Mass Communication by Katey Kelly

With looking at American Films and Cultural Appropriation through the lens of mass communication, one must first understand what mass communication is. According to Black’s Law Dictionary, mass communication is: “National press, radio, and television, utilized as mass media method of delivery of messages to general public.” Based off that definition, what I have learned in class, and through our reading in A Different Mirror and in Amusing Ourselves to Death, I would categorize American Film as a whole as mass communication. Cultural appropriation in American film has been around since the beginning of film, sometime it extremely obvious in films but other times its hidden within films that are seemingly innocent like some Disney movies. Thankfully we have companies in our community who help educate and discourage cultural appropriation.

There are many forms of mass communication today including; social media, radio, music, and TV and film. TV and film are two of the largest forms of mass communication today in our country, and in Amusing Ourselves to Death Postman says “…everyone goes to the television for all these things and more, which is why television resonates so powerfully throughout the culture.” (p. 92) A majority of people in this country own a television and watch movies, they use it as a source of simple mindless entertainment, it “…offers viewers a variety of subject matter, requires minimal skills to comprehend, and is largely aimed at emotional gratification” (p. 86) All ages are exposed to film starting now at the time their eyes can focus on a screen, children grow up seeing these hidden subliminal messages buried deep with in the shows and movies that they are being exposed to. Postman ends chapter 6 with saying ”The demarcation between what is show business and what is not becomes harder to see with each passing day.” (p. 96) We are trained from a younger and younger age to become numb to the hidden wrongs that placed within the most innocent looking films.

Like most 90s babies, my childhood consisted of many classic Disney movies on VHS being played on a big clunky television, and I still adore Disney movies to this day, but now that I am watching these movie threw a completely different lens. Those “harmless” Disney movies I watched growing up I know realize that a lot of the older ones are filled with cultural appropriation and even blatant racism! In one of the most iconic classic Disney, “Peter Pan”, there are a group of Indians that are in Neverland and they are portrayed as savages. In A Different Mirror Takaki quotes Richard Johnson talking about “…the Indians in Virginia as “wild and savage people,” living “like herds of dear in a forest.”” And the film defiantly portrays they Indians in the movie like that. Another Disney classic that was full of cultural appropriation was “Aladdin”, most of the movie is trying to “replicate” Middle Eastern culture, but ends up butchering in and filling the movie with extreme stereotypes of that culture. The film even ending up changing a line in the opening title song of the film when it was rereleased on to DVD.
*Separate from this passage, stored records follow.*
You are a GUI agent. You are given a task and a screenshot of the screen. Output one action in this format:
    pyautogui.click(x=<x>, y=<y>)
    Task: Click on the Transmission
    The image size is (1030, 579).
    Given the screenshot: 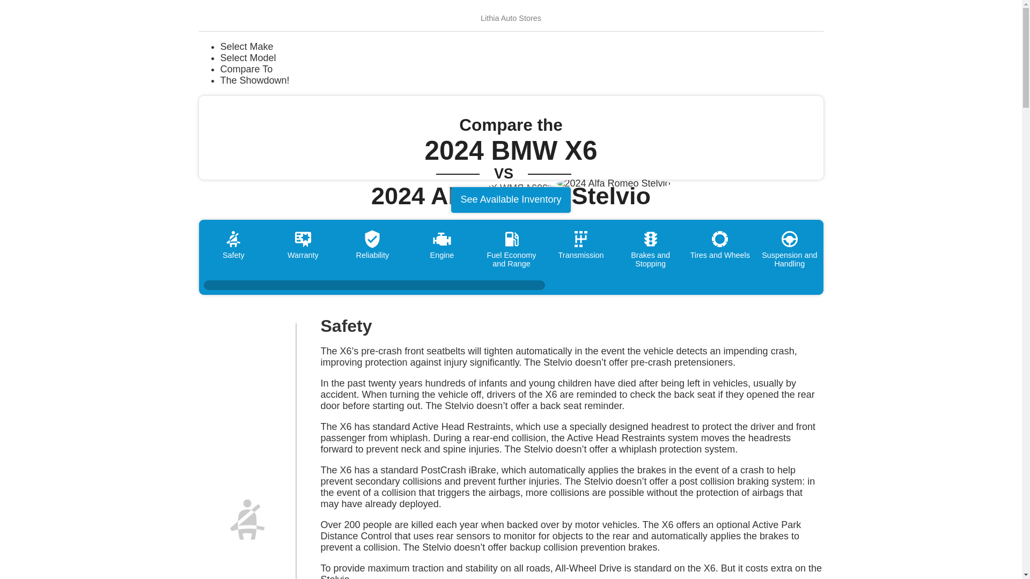 What is the action you would take?
    pyautogui.click(x=580, y=244)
Today there are do many movie that have cultural appropriation in them, that it is hard to tell which movie are save, but there are some places you can still go to and trust. The Seattle International Film Festival (SIFF), who was our community for our project, is the largest fill festival in the country. SIFF brings movies and culture to us directly from their country of origin, Dustin Kaspar talked about in our previous meeting that they try to find film that are made by people who are from the counties or culture of the film, instead of an outside group trying to culturally appropriate films. SIFF educates people and lets them see the culture in its proper setting.

Now although Disney has had a past of cultural appropriation, recently they has tried to make sure their movies include a proper image of the characters culture. In Disney’s recent hit, Moana, they spent a lot of time in the Polynesian islands creating a board of natives to teach them about the culture and to have a voice in making decisions about the movie to make sure that the culture was properly represented. It seemed like Disney was tryin to make up for cultural appropriation in the past. Then around the time of halloween, a “Maui” costume was releases for children causing much controversy over it arm and chest padding, and its tan tattooed “skin” pants, that Disney pulled it from the shelves and issued an apology.

American Film will remain a form of mass communication for many many years. Now big companies like Disney have had a past that they may not be very proud of but it defiantly looks like they are starting to steer in the correct direction and hopefully organizations like the Seattle International Film Festival will help change the way movies today are created.

 

 

References Cited

Mass Communication [Def. 1]. (n.d.). In Black’s Law Dictionary (2nd ed.).

Postman, N. (1985). Amusing ourselves to death: public discourse in the age of showbusiness. New York, NY: Viking Penguin Inc.

Takaki, R. (2008). A different mirror: a history of multicultural America (Revised ed.). New York: Back Bay Books.